Organizations leveraging traditional software testing tools often fail to scale to the needs of today’s digital demands. That’s the top-level finding of a new report published by EMA Research and Applitools, which examined the impact of AI and automated software testing on large enterprises. Respondents cited escalating quality control costs and release velocities as the top factors hindering engineering and DevOps efforts, as well as the increasing number of target devices, operating systems, and app programming languages.
“Business’ ability to accelerate the delivery of customer value through software innovation, at lower cost, has become critical for achieving competitive advantages,” Enterprise Management Associates managing research director Torsten Volk said in a statement.
The report shows that there’s been nearly a 100% uptick in the number of test automation-related questions posted to Stack Overflow, a popular Q&A website for programmers, over the past year. The accelerated adoption of apps that reside on cloud services — up 225% since 2015 — is further compounding the complexity of software delivery, according to EMA Research and Applitools.
The results of a recent Gatepoint Research survey similarly suggest that software delivery problems are becoming common in the enterprise. A whopping 77% of the respondents said that they experience setbacks in releasing new software, with 34% admitting that fixing bugs takes anywhere from days to months
The growing number of monthly code releases, multiplied by the set of daily tasks engineers have to complete, is resulting in an “exponential” increase in required testing, EMA Research and Applitools found. Gatepoint identified other software deployment challenges, including developing and testing software in an environment that’s different from the production environment, an over-reliance on manual processes, and complex app dependencies and workflows.
The EMA Research and Applitools paper outlines five areas where AI and machine learning could solve major blockers in software delivery: test creation, self-healing, visual inspection, coverage detection, and anomaly detection. Taken together, these technologies have the potential to streamline and automate parts of the software testing workflow while enhancing productivity, according to Volk.
Test creation automates the discovery of new and changed test requirements by analyzing changes in apps and documentation. Self-healing fixes broken test workflows while visual inspection trains models to audit apps through the eyes of end-users. Meanwhile, coverage detection and anomaly detection identify the different paths that end-users can take through apps and report gaps in code coverage or anomalous behavior.
According to one report, the majority of companies see a return on their test automation investment immediately or within the first six months. Only a small percentage — 9% — report never getting a return on investment.
“AI-based test automation technologies can deliver real return on investment today and come with the potential of addressing, and ultimately eliminating, today’s critical automation bottlenecks that stifle modern software delivery,” Volk said.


■ WHAT NEEDS TO BE DONE
Omit all pictures. Print the remaining lines exactly, from the start of the data through the line containing "Image is 980x535 pixels.".

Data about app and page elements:
= = = = =
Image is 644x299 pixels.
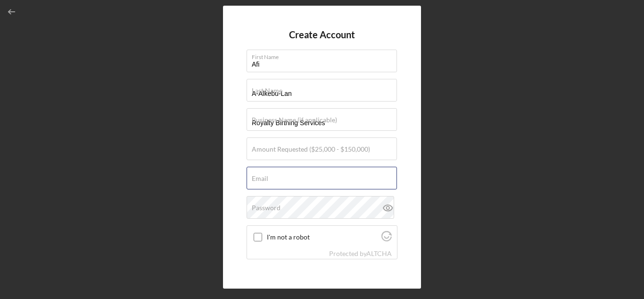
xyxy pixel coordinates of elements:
h4: Create Account [289,29,355,40]
label: Last Name [252,87,282,95]
a: Visit Altcha.org [382,235,392,243]
label: Business Name (if applicable) [252,116,337,124]
a: Visit Altcha.org [367,249,392,257]
label: Amount Requested ($25,000 - $150,000) [252,146,370,153]
label: Password [252,204,281,212]
div: Protected by [329,250,392,257]
label: Email [252,175,268,182]
label: First Name [252,50,397,61]
label: I'm not a robot [267,233,379,241]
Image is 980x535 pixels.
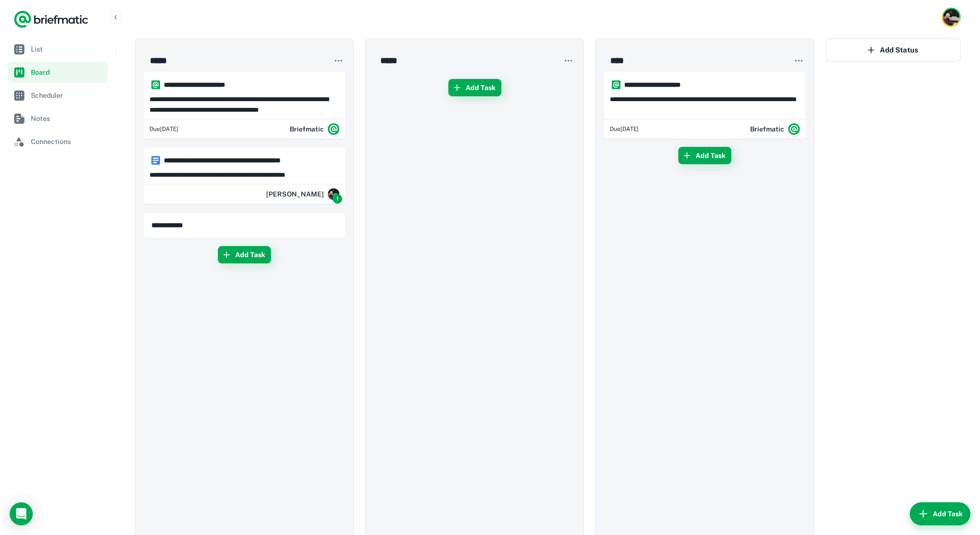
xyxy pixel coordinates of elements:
[151,156,160,165] img: https://app.briefmatic.com/assets/tasktypes/vnd.google-apps.document.png
[150,125,178,134] span: Thursday, Aug 21
[448,79,501,96] button: Add Task
[333,194,342,204] span: 1
[678,147,732,164] button: Add Task
[750,120,800,138] div: Briefmatic
[151,81,160,89] img: https://app.briefmatic.com/assets/integrations/system.png
[8,108,107,129] a: Notes
[143,147,346,205] div: https://app.briefmatic.com/assets/tasktypes/vnd.google-apps.document.png**** **** **** **** **** ...
[31,67,104,77] span: Board
[910,502,970,526] button: Add Task
[610,125,639,134] span: Thursday, Aug 21
[8,85,107,106] a: Scheduler
[31,44,104,54] span: List
[31,113,104,124] span: Notes
[328,189,340,200] img: ACg8ocKUcgOUVTGujj8Vm7eCKTE4w6DNRVxpZvx4K3UK9xHgSLO_Zi0_=s50-c-k-no
[266,184,340,204] div: Braden Torras
[8,62,107,83] a: Board
[10,502,33,526] div: Load Chat
[290,124,324,134] h6: Briefmatic
[788,123,800,135] img: system.png
[750,124,784,134] h6: Briefmatic
[31,90,104,101] span: Scheduler
[941,8,961,27] button: Account button
[290,120,340,138] div: Briefmatic
[13,10,88,29] a: Logo
[612,81,620,89] img: https://app.briefmatic.com/assets/integrations/system.png
[943,9,959,26] img: Braden Torras
[8,131,107,152] a: Connections
[8,38,107,60] a: List
[328,123,340,135] img: system.png
[266,189,324,200] h6: [PERSON_NAME]
[825,38,961,62] button: Add Status
[218,246,271,264] button: Add Task
[31,136,104,147] span: Connections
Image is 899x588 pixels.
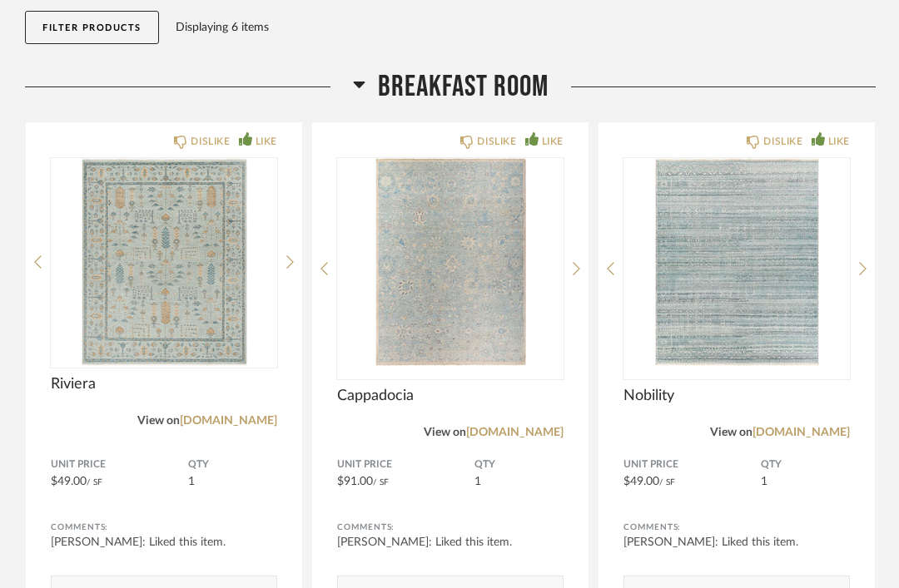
= = = = =
■ WORKED SOLUTION
Image is 644x299 pixels.
xyxy pixel coordinates of elements:
h4: Create Account [289,29,355,40]
label: Last Name [252,87,282,95]
a: Visit Altcha.org [382,235,392,243]
label: Business Name (if applicable) [252,116,337,124]
a: Visit Altcha.org [367,249,392,257]
label: Amount Requested ($25,000 - $150,000) [252,146,370,153]
label: Password [252,204,281,212]
div: Protected by [329,250,392,257]
label: Email [252,175,268,182]
label: First Name [252,50,397,61]
label: I'm not a robot [267,233,379,241]
Image is 980x535 pixels.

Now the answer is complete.